Okay, let me back up and deal with some misinformation here.
One -- exhaling alone does not decrease the CO2 in your blood. The blood is coming back to the lungs and CO2 is diffusing into the gas that's in the alveoli. As the CO2 does this, the CO2 concentration in the alveoli increases, and the rate of diffusion slows. When you exhale, all you do is reduce the volume in your bronchial tree -- you do nothing to change the concentration of the gases there. In the absence of fresh gas to inhale, the CO2 will continue to climb. However, there is a psychological relief to exhaling, and it is necessary because excess volume will cause trauma to the lungs, as the gas in them expands on ascent...
Nobody said that exhaling
alone decreased CO
2 blood levels. Exhaling as atmospheric pressure reduces also reduces the number of CO
2 molecules in the in the lungs compared to a static breath holding condition. Therefore the diffusion rate increases over what it would have been at higher concentrations.
... Second, you can black out from CO2, but it takes high concentrations to do it. I have seen patients with three times the normal amount of CO2 in their blood, who were still conscious. A normal person without lung disease would be in violent panic far before they got to those kinds of CO2 levels…
Do you think those patients might black out at say 99' with 12 times normal PPCO
2 -- 4 ATA x 3x normal CO
2? Blackout aside, panic induced drowning dooms far more recreational divers anyway, long before anoxia does them in.
... Rebreather divers have the risk of getting there, because no matter how much they breathe, if the scrubber isn't removing CO2, neither will they...
True, but they rarely do (blackout from CO
2). Generally speaking, they are well trained to recognize the symptoms and react accordingly -- going open circuit on their bailout. It is not like their symptoms are subtle! Hypoxia and anoxia nails a lot more of them since detection is entirely instrument dependent.
... Very deep divers combine an element of narcosis with CO2 retention, and can and do tolerate enough CO2 to lose consciousness. When you are talking about recreational scuba depths, that's just not going to happen...
That is a highly questionable hypothesis. Several diving disciplines develop a mental and physical tolerance to CO
2. Narcosis also numbs people's senses in many and varying ways. The phenomenon is most studied, at the moment, among world class apneists (deep freedivers), but was recognized in military and commercial divers in the 1960 before widespread use of helium essentially eliminated severe narcosis from diving profiles. CO
2 blackout was also the "presumed" cause of several deaths before the mid-1960s when regulator performance was marginal and dead spaces in full face masks and regulators was huge (especially double hoses before inhalation & exhalation valves were introduced). Sure the PPCO
2 concentrations have to be high for blackout, but it is not that difficult under heavy workloads and more than 6 atmospheres in this old gear to reach that point. I have experienced it myself on an instrumented test dive in a wet pot.
... Shallow water blackout from low O2 levels, however, IS a real phenomenon. It is unlikely to occur, however, during any length of time when the average, untrained person is able to go without inhaling....
You're right, shallow water blackout is not a factor here. It IS a very big deal for freedivers who are not well oxygenated when they leave the bottom and are skilled at suppressing CO
2 symptoms.
The real point here is every sane diver agrees that it is stupid to attempt an emergency free ascent when you are not skilled at it. This discussion is about developing the skill and indirect benefits that will, IMHO, make anyone a more competent diver.
There is nothing unsafe about practicing free ascents as long as you keep the airway open, don't get bent, and have your regulator ready to stuff back in your mouth. It is silly to discourage or deny this self-rescue tool to the diving community. It just is not as hard as people try to make it out to be, as anyone who actually has tried it can attest.
Start slow, gradually increase depth until you are satisfied or have found your personal limits.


▶ **Exercise instructions**: In your copy of the data, include no pictures and alter nothing else.

▶ **Input for this task**:
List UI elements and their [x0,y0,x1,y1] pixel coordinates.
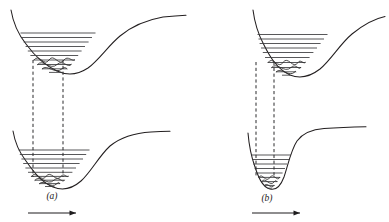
panel-a-label: (a) [46,191,57,202]
lower-potential-curve [248,127,366,189]
panel-b-label: (b) [261,193,272,204]
vibrational-levels [258,35,328,76]
panel-a-upper-state [11,10,186,74]
right-arrow-head-icon [294,211,301,216]
panel-a: (a) [11,10,186,215]
panel-b: (b) [248,10,385,215]
figure-canvas: (a) [0,0,389,222]
panel-b-transition-lines [256,62,274,178]
vibrational-levels [21,33,96,72]
panel-b-upper-state [253,10,385,77]
vibrational-levels [19,150,90,187]
right-arrow-head-icon [70,211,77,216]
panel-a-lower-state [13,131,170,189]
panel-b-axis-arrow [252,211,300,216]
potential-energy-figure: (a) [0,0,389,222]
panel-a-axis-arrow [28,211,76,216]
panel-a-transition-lines [33,60,63,177]
panel-b-lower-state [248,127,366,189]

▶ **Response box**:
List UI elements and their [x0,y0,x1,y1] pixel coordinates.
panel-a-label: (a) [46,191,57,202]
lower-potential-curve [248,127,366,189]
panel-b-label: (b) [261,193,272,204]
vibrational-levels [258,35,328,76]
panel-a-upper-state [11,10,186,74]
right-arrow-head-icon [294,211,301,216]
panel-a: (a) [11,10,186,215]
panel-b: (b) [248,10,385,215]
figure-canvas: (a) [0,0,389,222]
panel-b-transition-lines [256,62,274,178]
vibrational-levels [21,33,96,72]
panel-b-upper-state [253,10,385,77]
vibrational-levels [19,150,90,187]
right-arrow-head-icon [70,211,77,216]
panel-a-lower-state [13,131,170,189]
panel-b-axis-arrow [252,211,300,216]
potential-energy-figure: (a) [0,0,389,222]
panel-a-axis-arrow [28,211,76,216]
panel-a-transition-lines [33,60,63,177]
panel-b-lower-state [248,127,366,189]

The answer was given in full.